We just threw this one in because it's funny. But why is it funny? (We like to ruin jokes by asking how they work.) For one thing, it's clear that the Martians and the French aren't really all that similar – there are totally different levels of foreignness here. For another, Mrs. Elphinstone is confusing something mildly foreign (the French) with something totally foreign (the Martians), simply because they are both different from what she's used to. Really, though, Mrs. Elphinstone will get along fine enough with the French. Does that mean it's possible that people could get along with the Martians, too, given some time?

Quote #8

To me it is quite credible that the Martians may be descended from beings not unlike ourselves… (2.2.21)

This is a great quote. The narrator starts the book with the idea that the Martians are totally different than humans (their minds are so much better than ours and they look so different). Then moves on to the idea that maybe we do share some similarities. And now, the big reveal: while the Martians seem so monstrous to us, it's possible that we will evolve into them.

Quote #9

They have become practically mere brains, wearing different bodies according to their needs just as men wear suits of clothes and take a bicycle in a hurry or an umbrella in the wet. (2.2.25)

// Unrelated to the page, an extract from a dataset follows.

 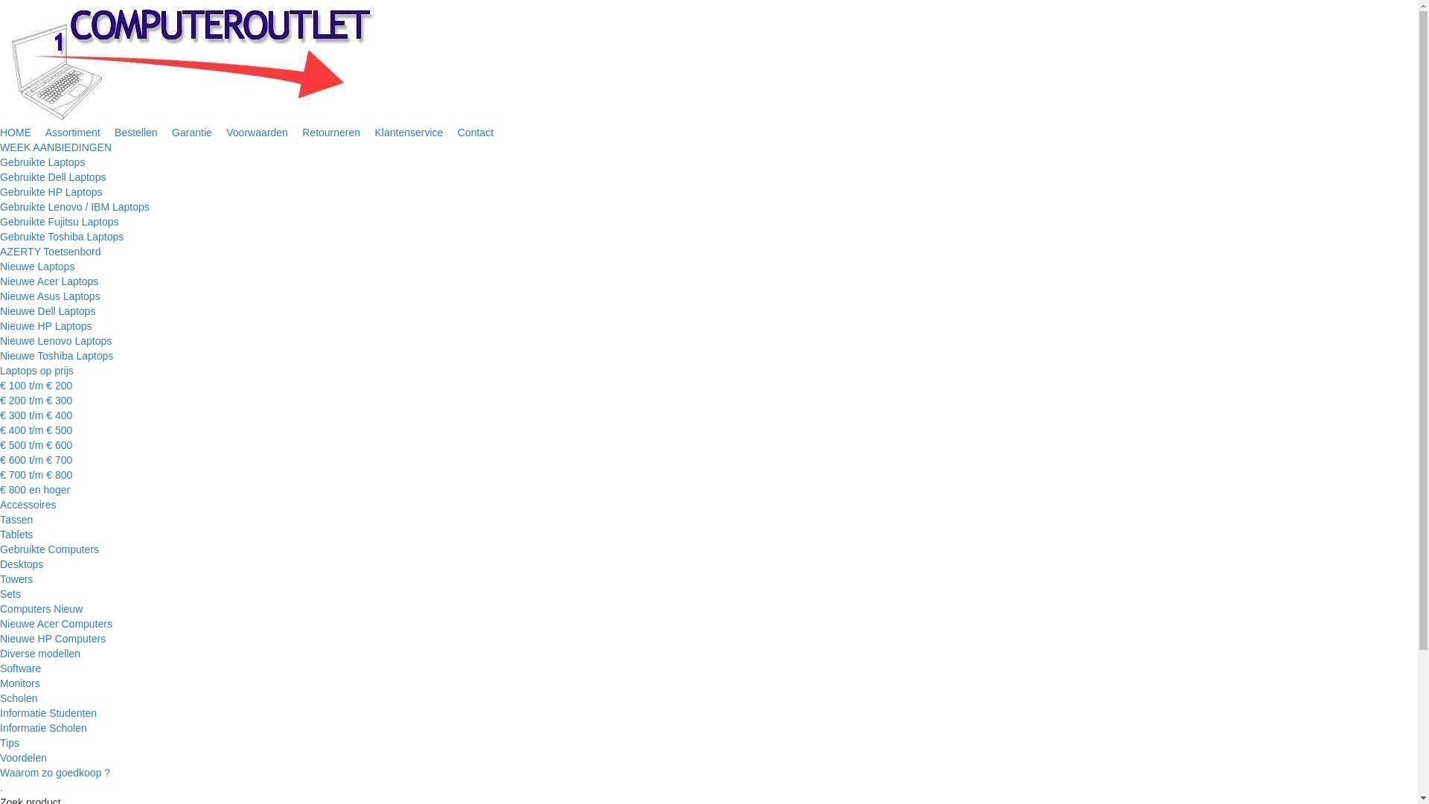 I want to click on Assortiment, so click(x=74, y=132).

Okay, even if we might be related to the Martians – even if we might evolve into them – we should admit that there are still some big differences. After all, humans are not "mere brains." However, just as soon as the narrator opens up that difference, he makes the connection between us and Martians: we all use technology to adapt to different situations. (Also, as you probably gathered from "Setting," we love it whenever the narrator mentions bicycles.)

Quote #10

The desolating cry worked upon my mind. The mood that had sustained me passed. The wailing took possession of me. I found I was intensely weary, footsore, and now again hungry and thirsty. (2.8.9)

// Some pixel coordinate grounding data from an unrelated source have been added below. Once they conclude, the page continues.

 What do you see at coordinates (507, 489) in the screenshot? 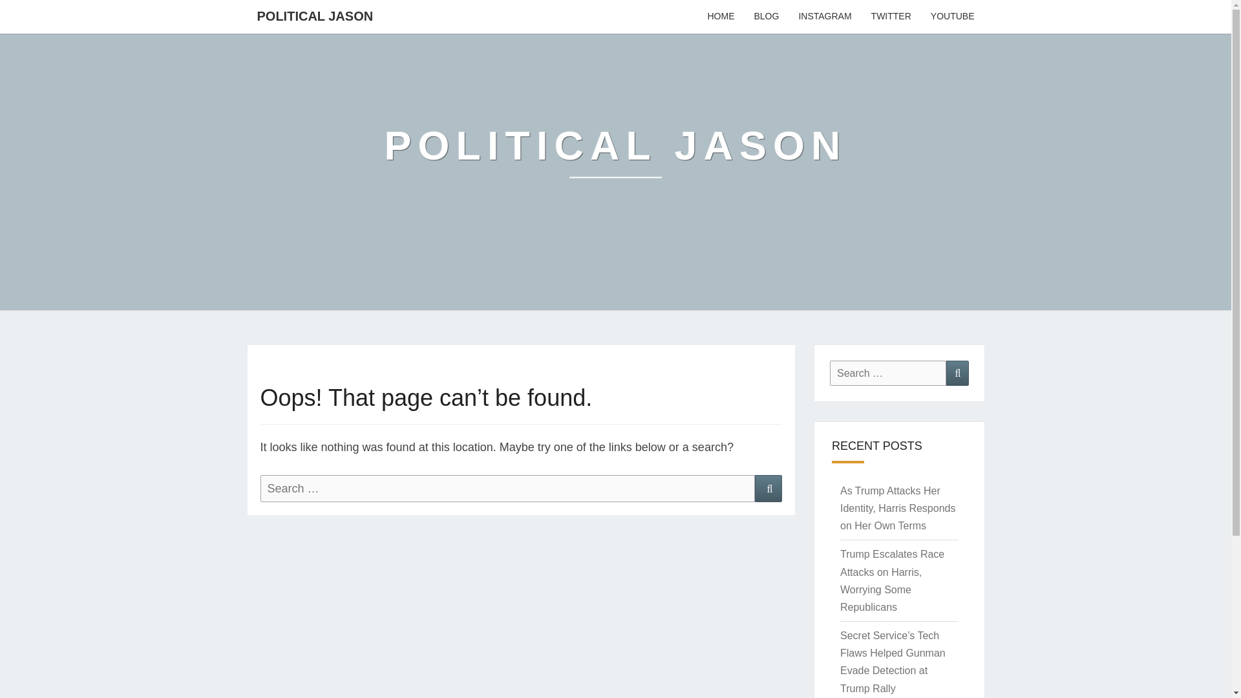
I see `Search for:` at bounding box center [507, 489].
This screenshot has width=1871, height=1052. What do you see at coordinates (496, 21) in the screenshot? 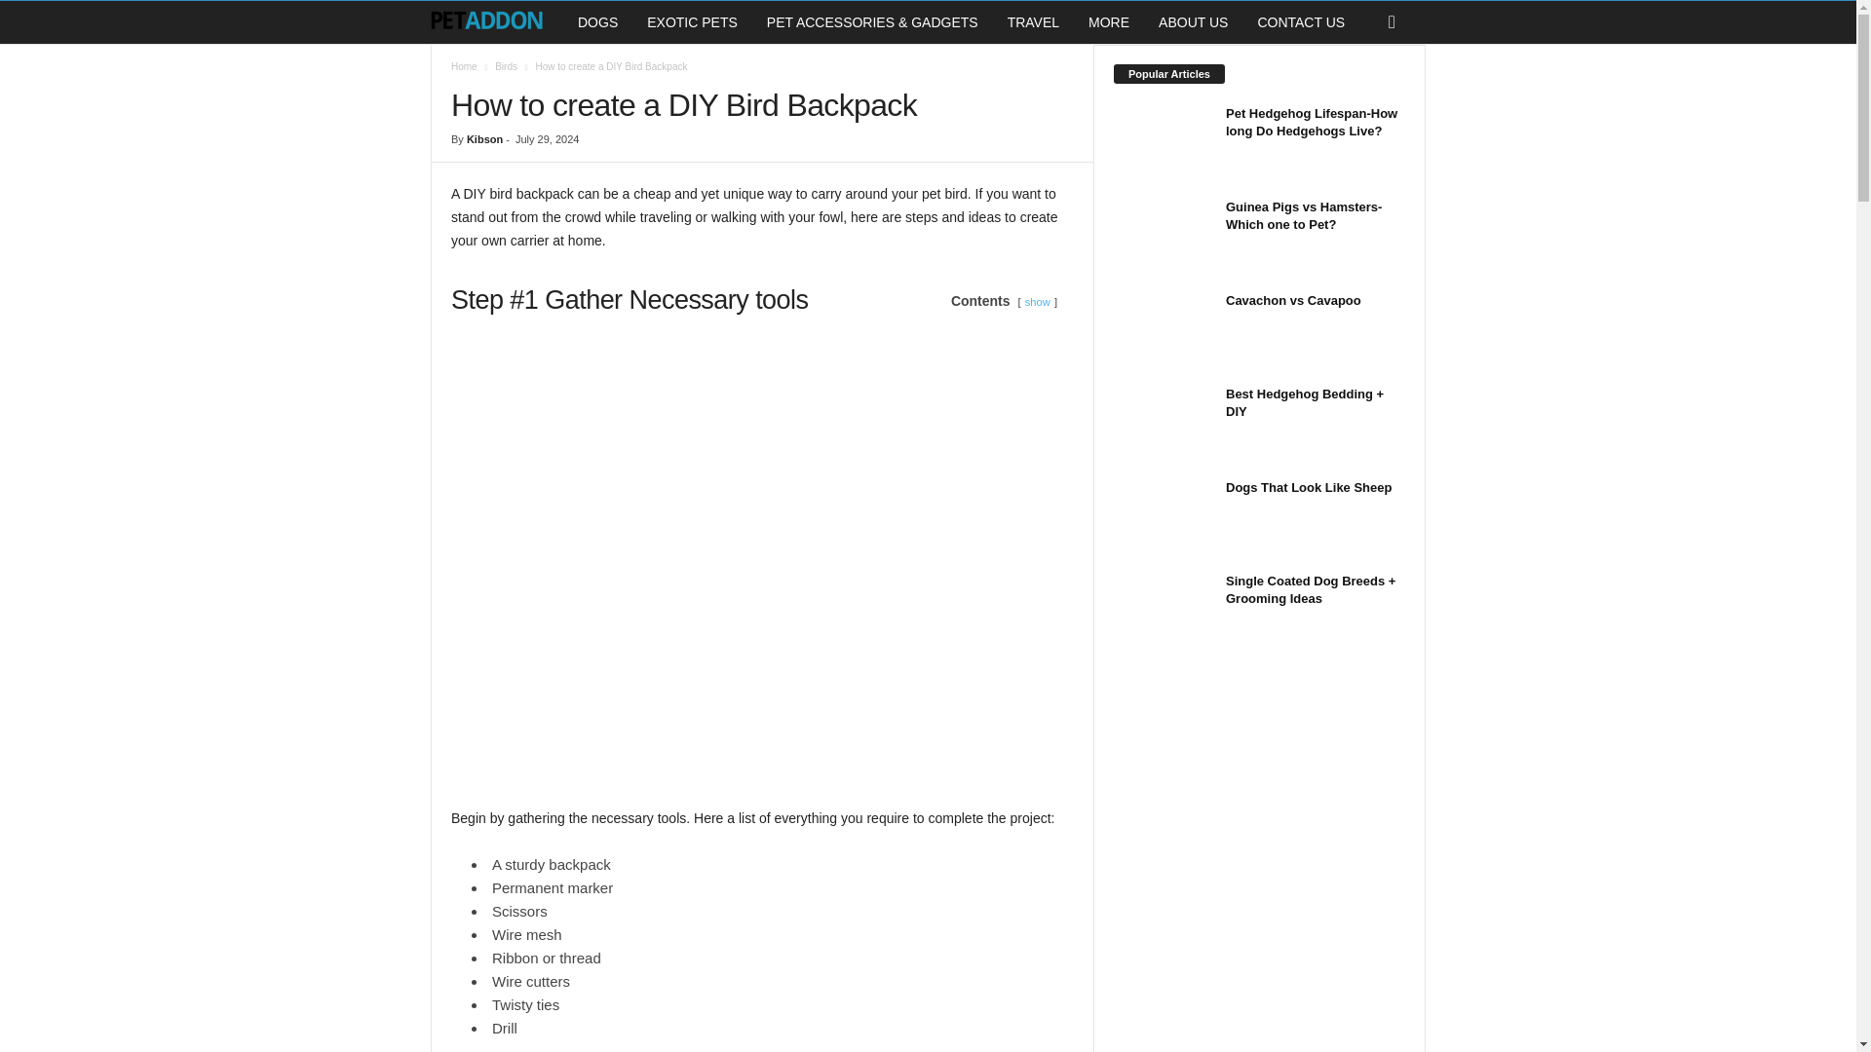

For us, the ending of the book is confusing and oddly moving. We don't celebrate (that much) when the Martians have died out because a) dying of a cold is so funny it's almost sad, and b) the Martians have turned out to be just like us. Here the narrator even finds himself moved by the Martians' wailing. Even if we have all this difference between us, the ending seems to say that there's something that connects us all.